Obama Has Deported More People Than Any Other President

Donald Trump’s immigration plan is set to be announced later this week. And if previous comments are any indication, the Republican presidential contender said he plans to focus on deporting criminals, similar to the current strategy of the Obama administration.

"On Day One, I am going to begin swiftly removing criminal illegal immigrants from this country," he said at Iowa Sen. Joni Ernst's Roast and Ride event Saturday in Des Moines, saying he would not focus on the 11 million undocumented residents who have lived in the U.S. for a long time without incident.

Trump has not given specific details about his immigration policy plans, but is expected to explain more Wednesday.

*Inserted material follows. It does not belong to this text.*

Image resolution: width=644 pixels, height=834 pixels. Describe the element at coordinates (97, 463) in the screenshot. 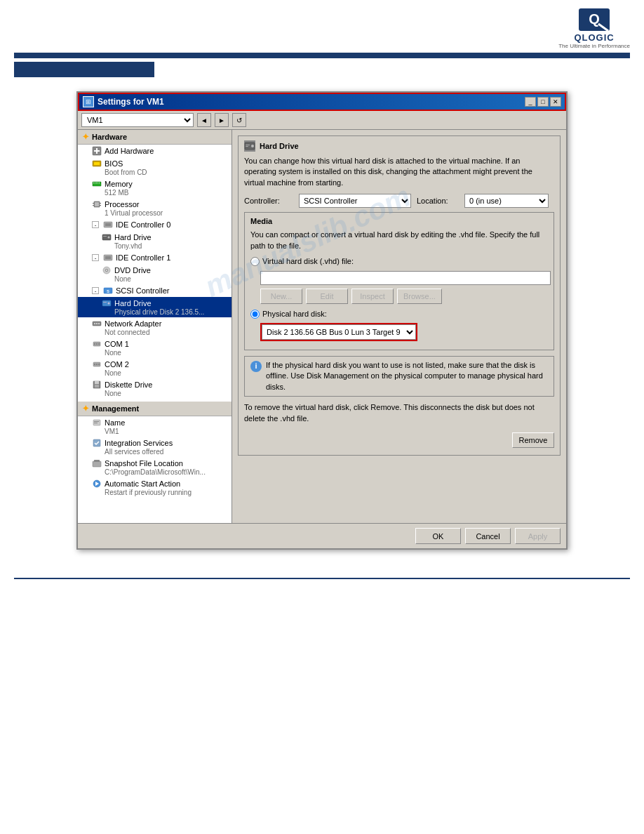

I see `snapshot-icon` at that location.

Based on statements so far, Trump's plan to remove the undocumented immigrants who have committed crimes is similar to what President Obama declared in 2014. Here's a look at some of the numbers:

President Barack Obama has often been referred to by immigration groups as the "Deporter in Chief."
Between 2009 and 2015 his administration has removed more than 2.5 million people through immigration orders, which doesn’t include the number of people who "self-deported" or were turned away and/or returned to their home country at the border by U.S. Customs and Border Protection (CBP).

According to governmental data, the Obama administration has deported more people than any other president's administration in history.
In fact, they have deported more than the sum of all the presidents of the 20th century.

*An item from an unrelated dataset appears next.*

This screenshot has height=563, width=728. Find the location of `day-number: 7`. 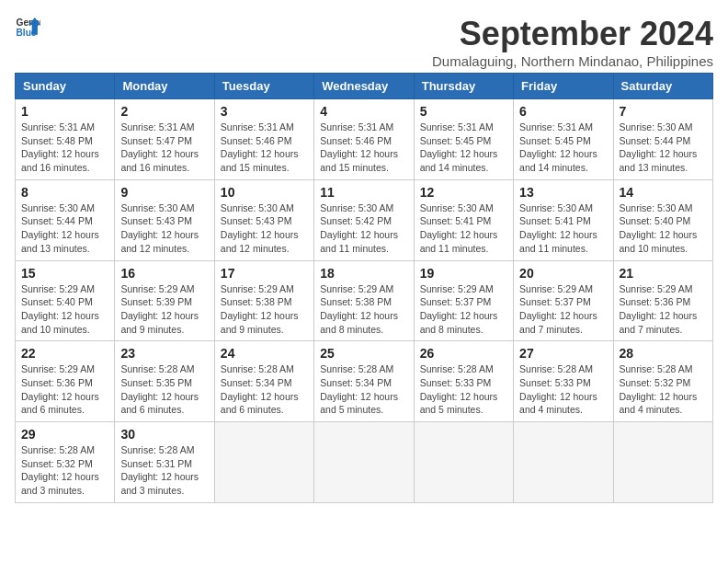

day-number: 7 is located at coordinates (664, 111).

President George W. Bush's administration deported just over two million during his time in office; and Obama’s numbers don’t reflect his last year in office, for which data is not yet available.

Who is being deported?
President Obama directed U.S. Immigration and Customs Enforcement (ICE) to focus on criminals, not families, during his November 2014 executive action on immigration.

According to their website, "ICE has continued to increase its focus on identifying, arresting, and removing convicted criminals in prisons and jails, and also at-large arrests in the interior."

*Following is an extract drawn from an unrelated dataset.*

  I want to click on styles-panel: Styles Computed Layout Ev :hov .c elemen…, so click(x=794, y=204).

In fiscal year 2015, 91 percent of people removed from inside the U.S. were previously convicted of a crime.

The administration made the first priority "threats to national security, border security, and public safety." That includes gang members, convicted felons or charged with "aggravated felony" and anyone apprehended at the border trying to enter the country illegally.

In 2015, 81 percent, or 113,385, of the removals were the priority one removals.

Priority two includes "misdemeanants and new immigration violators."

That includes "aliens convicted of three or more misdemeanor offenses, other than minor traffic" violations, as well as those convicted of domestic violence, sexual abuse, burglary, DUIs or drug trafficking.



Who is not being deported?
With the focus on criminals and not families, the administration has moved away from those living and working in the U.S. without a criminal history.

"Felons, not families. Criminals, not children. Gang members, not a mom who’s working hard to provide for her kids. We’ll prioritize, just like law enforcement does every day," Obama said in November 2014 when announcing his executive action on immigration.

And while he tried to provide relief and a way "out of the shadows" for those without criminal histories with his immigration action, that was eventually stricken down by the Supreme Court not issuing a decision on the case, thereby upholding the lower courts action.

But by refocusing on criminals most families who are living and following the law are not targets for deportations.



What about raids against mothers and children?
Priority three for the administration is focused on those who have arrived after January 1, 2014. The administration has focused on preventing families from sending their children unaccompanied on a dangerous trek by emphasizing they will be returned.

Many of these unaccompanied children and mothers with children are fleeing violence in central America—coming from the northern triangle of Guatemala, El Salvador and Honduras, some of the most dangerous countries in the world.

Many of the people migrating from that area to the U.S. claim refugee status and, if they can prove real harm will result in their being returned, they are allowed to remain until their case is heard.

There are critics, however, who state that many are not getting a fair shot at claiming refugee status and are being returned too hastily.